### THE DATA
---+---

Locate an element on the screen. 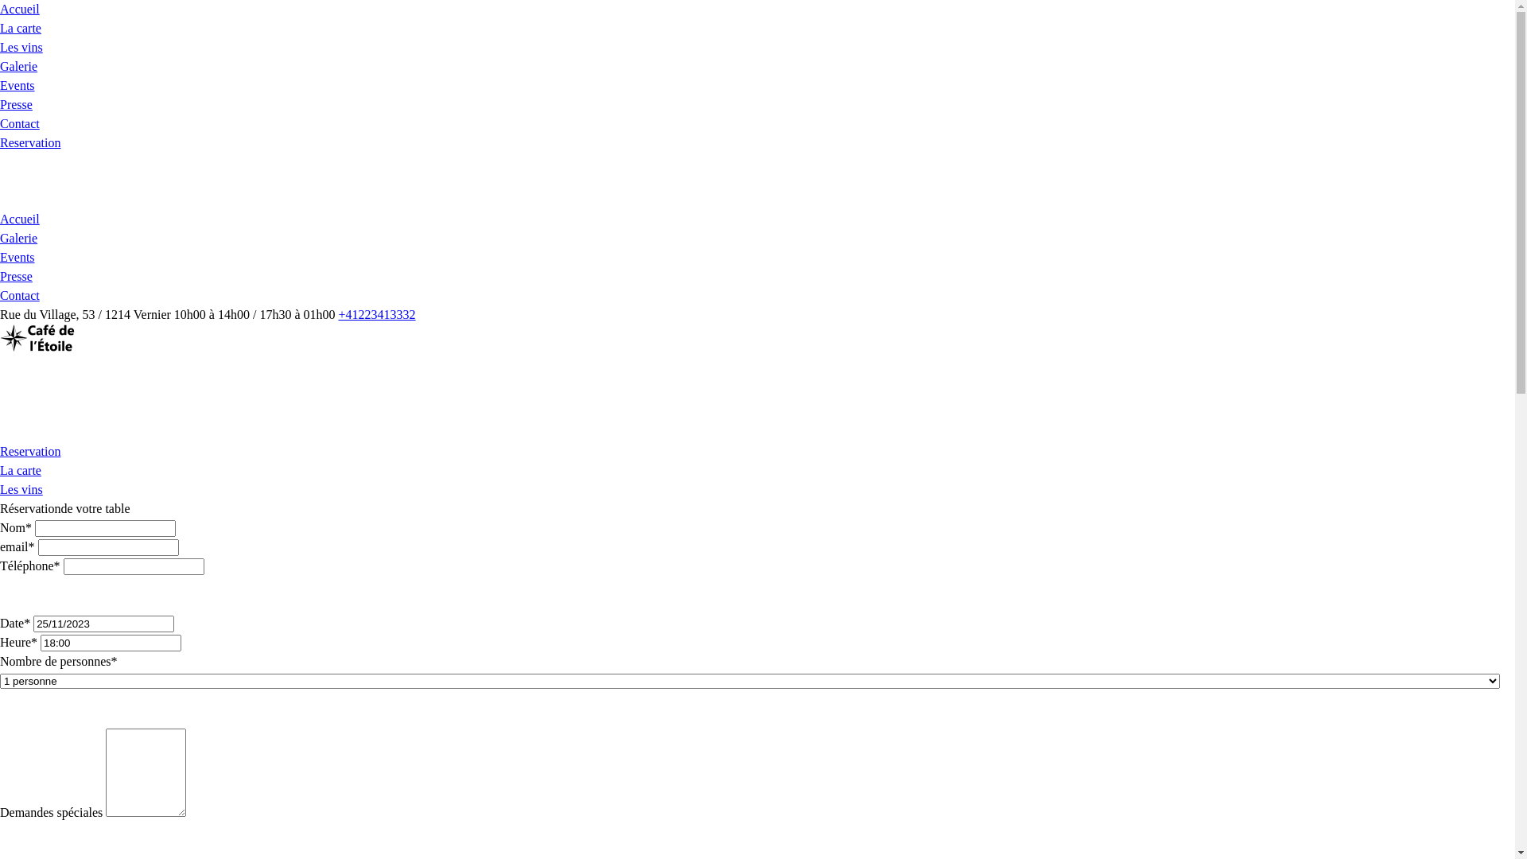 The height and width of the screenshot is (859, 1527). Contact is located at coordinates (20, 296).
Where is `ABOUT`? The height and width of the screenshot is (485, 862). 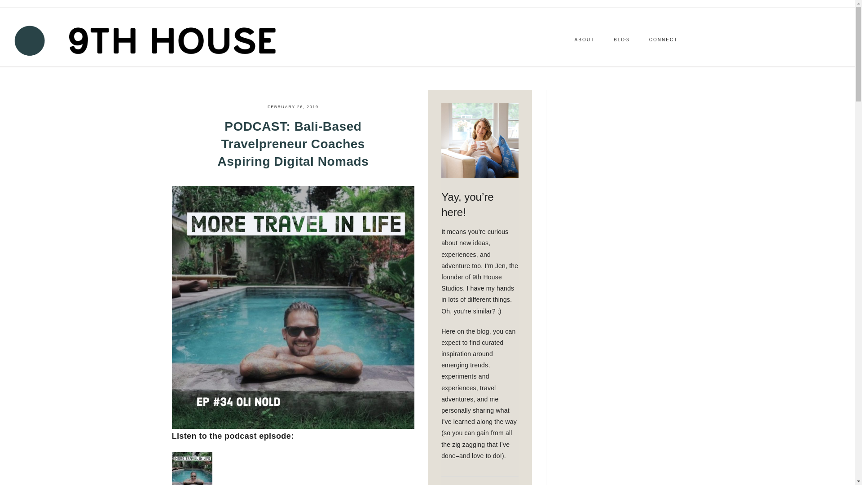
ABOUT is located at coordinates (585, 40).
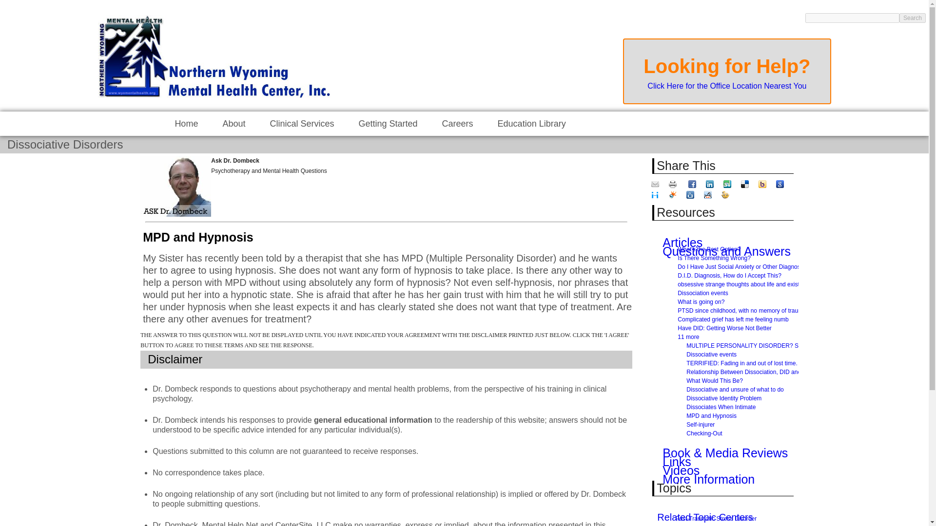  Describe the element at coordinates (301, 124) in the screenshot. I see `Clinical Services` at that location.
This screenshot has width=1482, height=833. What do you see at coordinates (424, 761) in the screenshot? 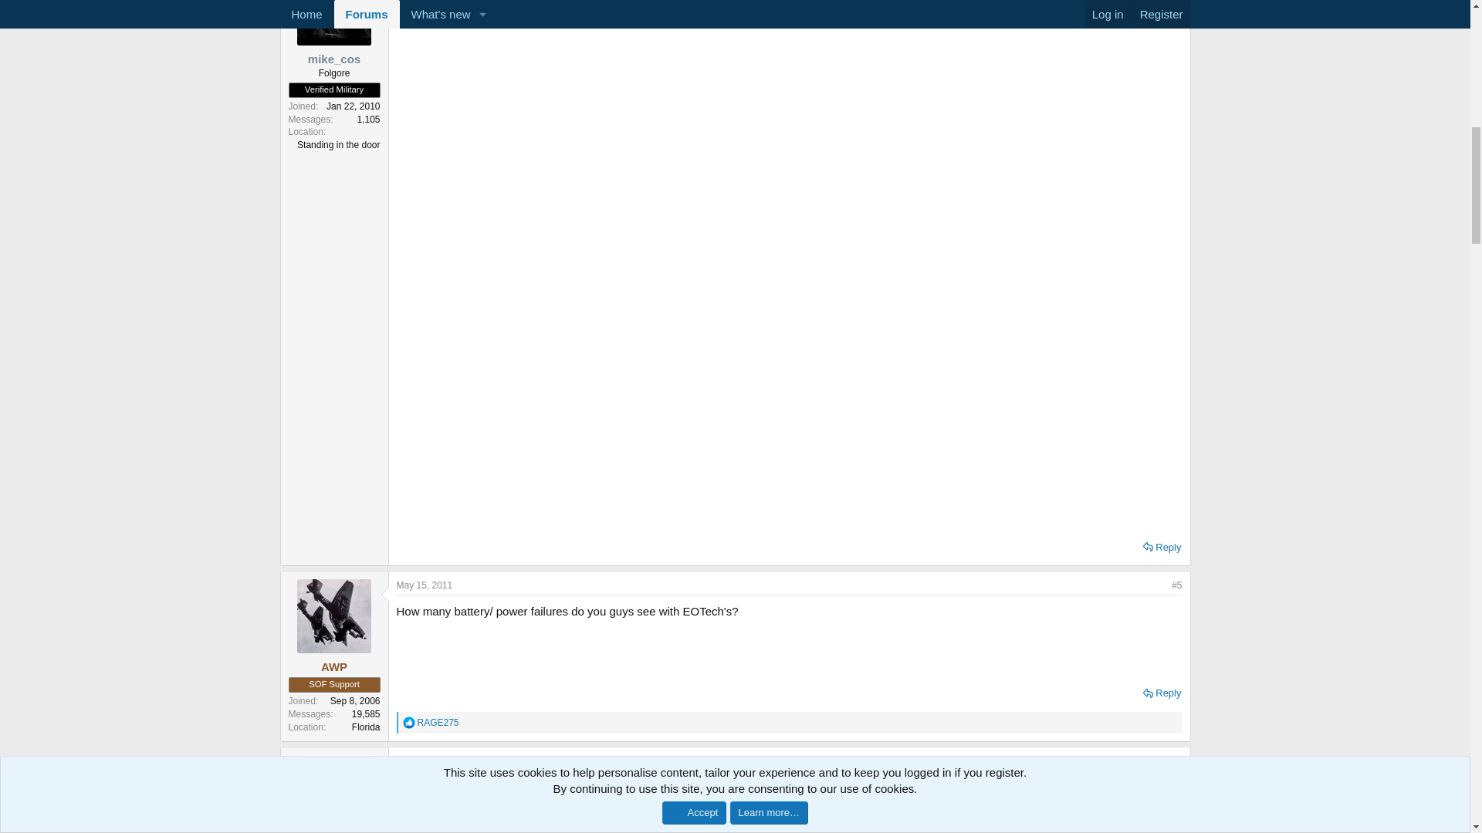
I see `May 15, 2011 at 2:09 AM` at bounding box center [424, 761].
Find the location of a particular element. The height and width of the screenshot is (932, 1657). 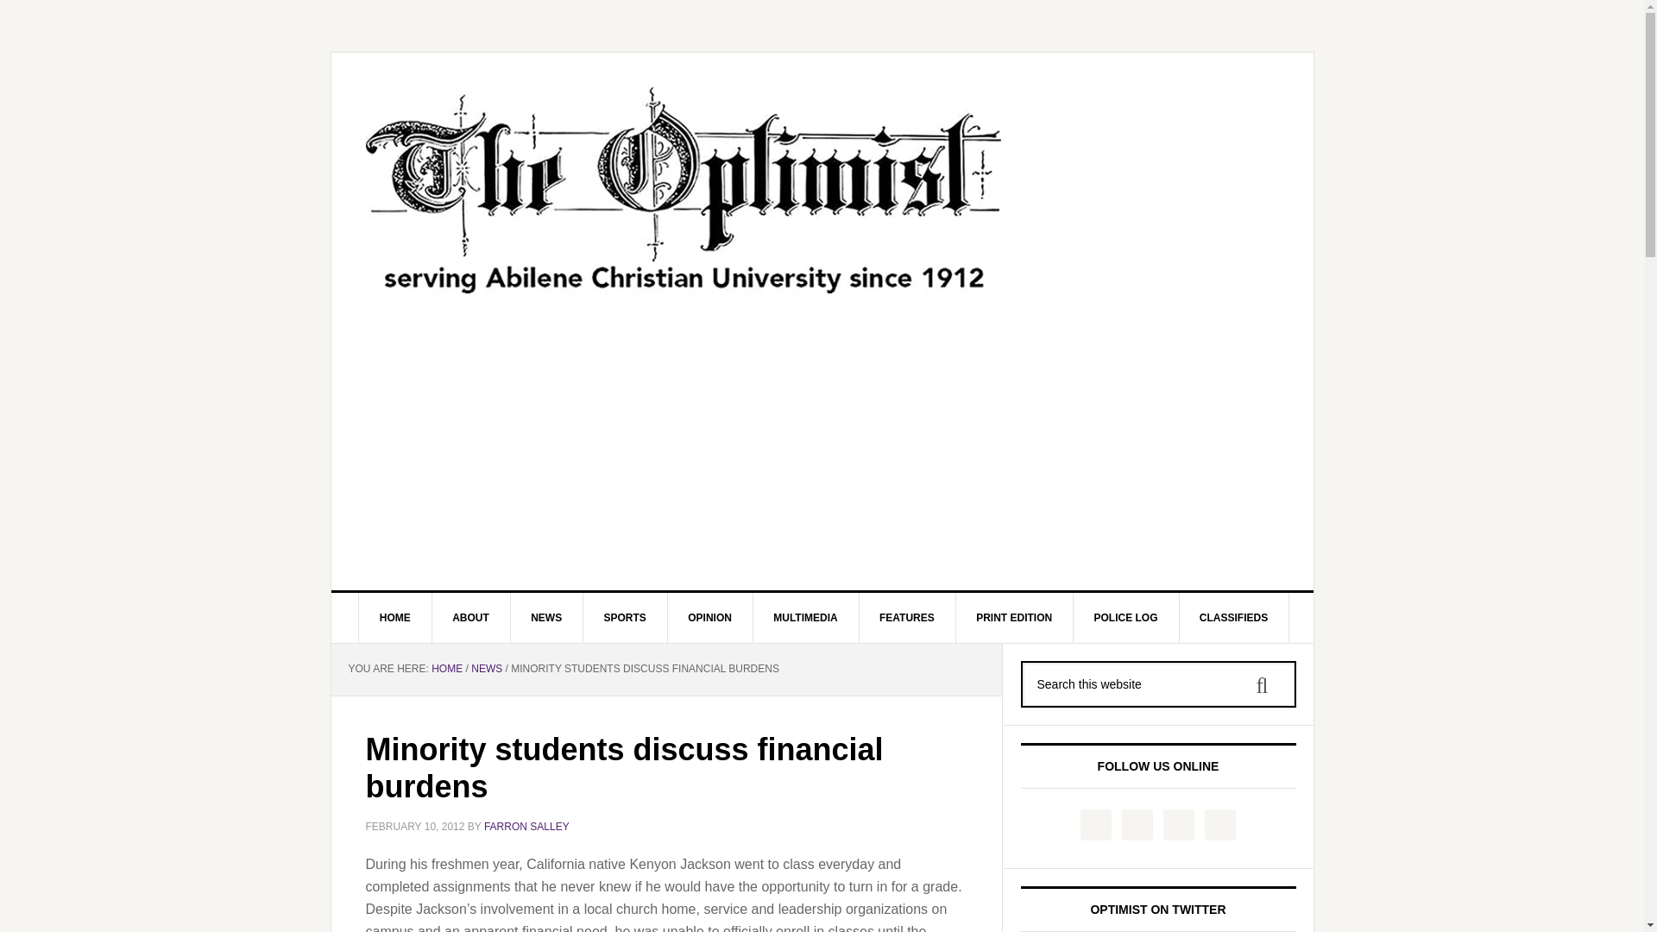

---+---

### ACTIVITY
Leave every picture out and return exactly the lines from the one holding "This screenshot has" through the end of the records above, both ends included, and nothing more.

### ANSWER SECTION
This screenshot has width=1482, height=833. What do you see at coordinates (424, 761) in the screenshot? 
I see `May 15, 2011 at 2:09 AM` at bounding box center [424, 761].
Find the location of a particular element. The height and width of the screenshot is (932, 1657). 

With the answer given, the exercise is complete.